In New Orleans, where 80 percent of students attend charter schools that are not overseen by an elected board, the race for a local school board seat has become the latest battleground over how to govern public schools in a city whose education landscape has been radically transformed in the seven years since Hurricane Katrina struck.
The campaign for District 3 of the Orleans Parish school board—a panel that directly operates just six traditional public schools and oversees 12 charter schools—features local lawyer Brett Bonin, a one-term incumbent who is running for re-election against two challengers, Sarah Newell Usdin, one of the city’s most visible charter school supporters, and Karran Harper Royal, a public school parent and long time advocate for students in special education.
Though five other school board seats are also up for grabs on Nov. 6, the contest in District 3 stands out for the more than $110,000 in campaign funds that Ms. Usdin has raised so far from her supporters—some of them education activists from out of state who favor market-based reforms. Her contributors include former New York City Schools Chancellor Joel I. Klein and Boykin Curry, a New York City hedge-fund manager and founder of two charter schools in that city. Fundraising on behalf of Ms. Usdin—the founder of New Schools for New Orleans, a nonprofit created after the storm to launch new charter schools in the city—dwarfs that of Mr. Bonin, who has raised more than $24,000 so far, and Ms. Harper Royal, who reported roughly $5,500 in campaign cash as of the end of last month.
Potential for Influence
The amount of money—and the out-of-state sources for some of it—has prompted sharp criticism from Mr. Bonin and Ms. Harper Royal, as well as from some voters and educators in New Orleans, and is reminiscent of a Louisiana board of education race last year that attracted hordes of cash from out-of-state supporters for one candidate.
“You just have to ask what are they doing in our politics,” said Roslyn Johnson Smith, a longtime school administrator in New Orleans who founded a charter school in the Treme neighborhood after the hurricane. “To me, it looks only like a fight over money and political control. It’s a business conversation, not a conversation about educating our children.”
Most local school board races are modest affairs, with 87 percent of elected members reporting that they spent less than $5,000 on their most recent election effort, according to a 2010 survey by the National School Boards Association, based in Alexandria, Va. In districts with at least 15,000 students, 10 percent of elected board members reported that they spent more than $25,000 on their most recent campaigns, according to the survey.
Though the current portfolio of schools overseen by the Orleans Parish board is relatively small, the stakes are high in the election. The city is the national epicenter for innovation in public schooling, especially in the use of charters. The board has authority to set tax rates and take out debt. It also must hire a new superintendent in the coming months and could begin taking control over city schools that had been swept into the state-run Recovery School District after Hurricane Katrina.

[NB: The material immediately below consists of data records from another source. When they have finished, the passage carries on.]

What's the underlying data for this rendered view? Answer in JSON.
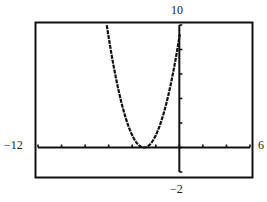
{
  "chart_data": {
    "type": "line",
    "title": "",
    "xlabel": "",
    "ylabel": "",
    "xlim": [
      -12,
      6
    ],
    "ylim": [
      -2,
      10
    ],
    "x_tick_step": 2,
    "y_tick_step": 2,
    "grid": false,
    "legend": null,
    "window_labels": {
      "xmin": "−12",
      "xmax": "6",
      "ymin": "−2",
      "ymax": "10"
    },
    "series": [
      {
        "name": "y = (x + 3)^2",
        "function": "x^2 + 6x + 9",
        "vertex": [
          -3,
          0
        ],
        "x": [
          -6.2,
          -6,
          -5.5,
          -5,
          -4.5,
          -4,
          -3.5,
          -3,
          -2.5,
          -2,
          -1.5,
          -1,
          -0.5,
          0
        ],
        "y": [
          10.24,
          9,
          6.25,
          4,
          2.25,
          1,
          0.25,
          0,
          0.25,
          1,
          2.25,
          4,
          6.25,
          9
        ]
      }
    ]
  },
  "colors": {
    "frame": "#111111",
    "axes": "#111111",
    "curve": "#111111",
    "background": "#ffffff"
  }
}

“Depending on how this goes, it will mean that even fewer of our schools are under democratic control because a group of wealthy people has decided they want to lock up the Orleans Parish board just like what they did on the state board,” said Ms. Harper Royal, who has no party affiliation.
Mr. Bonin, a Republican who supports charters but would like to see more community-based charter schools, agrees that the board’s independence is at risk if Ms. Usdin, a Democrat, is elected.
In an email, Ms. Usdin said she is “humbled” by the support she has received. She said that the “transformational change” in New Orleans “has only been possible through the tireless efforts and generosity of partners around the country.”
At the time of the storm, the Orleans Parish board oversaw 60,000 students in 100 schools and had become an embarrassing symbol of financial mismanagement and corruption.
Restoring Credibility
But Mr. Bonin, elected to the panel in 2008, said the board has come far to restore its credibility.
“We’ve worked hard to right the ship,” Mr. Bonin said. “We now have the highest bond rating of any agency in the city, and we have the highest cohort graduation rate of any district in the state of Louisiana.”
Ms. Usdin’s first foray into elected politics tracks similarly with that of Kira Orange Jones, the executive director of Teach For America of Greater New Orleans, who last year raised more than $450,000 from wealthy supporters, including billionaires Eli Broad, an education philanthropist, and Michael Bloomberg, the New York City mayor, to unseat a long time incumbent on the state school board. (“Jackpot for Insurgent in Louisiana Contest,” May 23, 2012.)
Ms. Usdin, who worked for TFA and the New Teacher Project, has made a large imprint on the post-Katrina schooling landscape through New Schools for New Orleans. (She stepped down as chief executive officer earlier this year.)
The 10 charter schools that have been incubated and opened in the city with substantial support from New Schools for New Orleans have posted a mixed record of success. Sojourner Truth Academy, a charter high school, voluntarily closed its doors at the end of last school year for poor academic performance. A handful of others showed gains in state test scores this year, but still received Ds or Fs under Louisiana’s rating system.